Applications for another translational fund, the Louis B. Thalheimer Fund for Translational Research, are due April 16. 

The following researchers and their projects received the Bisciotti Foundation Translational Fund grants. 

Development of an mRNA Booster for the Treatment of Haploinsufficiency Disorders 

Jeff Coller, Ph.D.

Principal investigator: Jeff Coller, Ph.D., Bloomberg Distinguished Professor of RNA Biology and Therapeutics, Professor of Molecular Biology and Genetics 

The pitch: mRNA booster treats various disorders resulting from decreased mRNA expression. 

Patients living with haploinsufficiency disorders produce half the amount of protein needed to live healthy lives. There are more than 300 known haploinsufficiency disorders, with no gene therapy approved by the Food and Drug Administration. 

Jeff Coller developed a new gene therapy candidate for treatment of haploinsufficiency disorders: an mRNA booster that binds to mRNA and enhances the normal transcript’s translation, doubling protein output. The mRNA booster can be used to treat and reverse disorders resulting from a decrease in mRNA expression, and it has applications in treating other diseases. 

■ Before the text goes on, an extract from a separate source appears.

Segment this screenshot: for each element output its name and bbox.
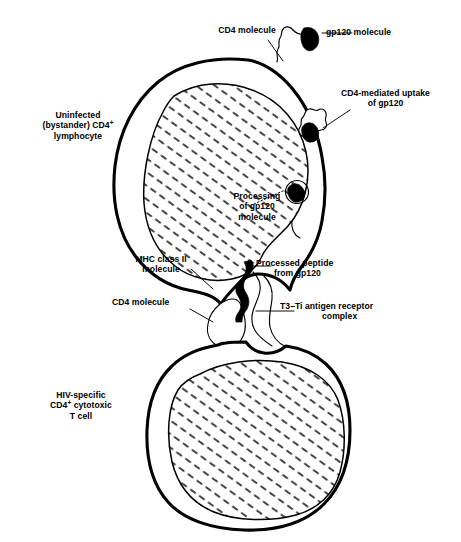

Johns Hopkins Technology Ventures (JHTV) is pursuing patent protection for the technology. The Bisciotti Fund grant will be used for developing the mRNA booster and testing the efficacy in mouse models to advance the technology toward applications in the human body. 

Chimeric Autoantigen-T Cell Receptor (CATCR) T Cell Therapies for the Treatment of Autoimmune Diseases 

Maximilian Konig

Principal investigator: Maximilian Konig, Assistant Professor of Medicine, Division of Rheumatology; Ludwig Center for Cancer Genetics and Therapeutics  

The pitch: Engineered T-cell therapies to treat and prevent autoimmune diseases without increasing infection risk 

CD19-targeted chimeric antigen receptor (CAR)-T cell therapies have transformed the treatment of cancer and recently demonstrated their potential as treatment options for patients with refractory systemic lupus erythematosus (SLE) to achieve complete disease remission. However, CD19-CAR-T cell use for patients with autoimmune diseases poses a significant risk of infection. 

Maximilian Konig and his team have developed a new precision cellular therapy — the use of chimeric autoantigen-T cell receptor (CATCR)-T cells — to selectively target disease-causing B cells. This precision immunotherapy may treat and prevent autoimmune disease without increasing the risk of infection, a primary cause of death among patients treated with current immunosuppressive drugs. 

JHTV is working with Konig and co-investigators at the Ludwig Center to patent the technology. The Bisciotti Foundation Translational Fund award will enable the team to fine-tune CATCRs, the unique binding receptors that confer this new precise targeting ability, to recognize self-reactive B cells in other autoimmune diseases. Once the precision therapies are optimized and tested in humanized models, Konig hopes to pursue patient trials. 

Pre-clinical Testing of a Pan-Coronavirus T Cell Vaccine 

Maxim Rosario

Principal investigator: Maxim Rosario, Assistant Professor of Pathology 

The pitch: Developing COVID-19 T cell vaccine provides maximum protection against new coronavirus strains. 

Antibody-inducing vaccines targeting the original Wuhan strain have greatly mitigated the global SARS-CoV-2 pandemic. However, as the number of mutations in the receptor-binding domain and other regions of the spike protein grows, current antibody-based vaccines are becoming less effective. 

Maxim Rosario’s project is developing a new T-cell vaccine with the potential for broad protection against coronavirus infections, including new strains of SARS-CoV-2 as well as future pandemics of other coronaviruses. The goal of this technology is to create a pan-coronavirus T cell vaccine that targets “conserved” regions of the viral genome to provide maximum protection against the most pathogenic coronaviruses. Upon infection, antigen expressing cells absorb, cut up and express proteins from infecting virus on their surface. T cells recognize the presented antigen and mount a specific immune response.  

The Bisciotti Fund grant will be used to complete challenge studies of the vaccine, trial combinations and further studies to determine immunogenicity. The next step is to take the results to vaccine manufacturers and government agencies for licensing.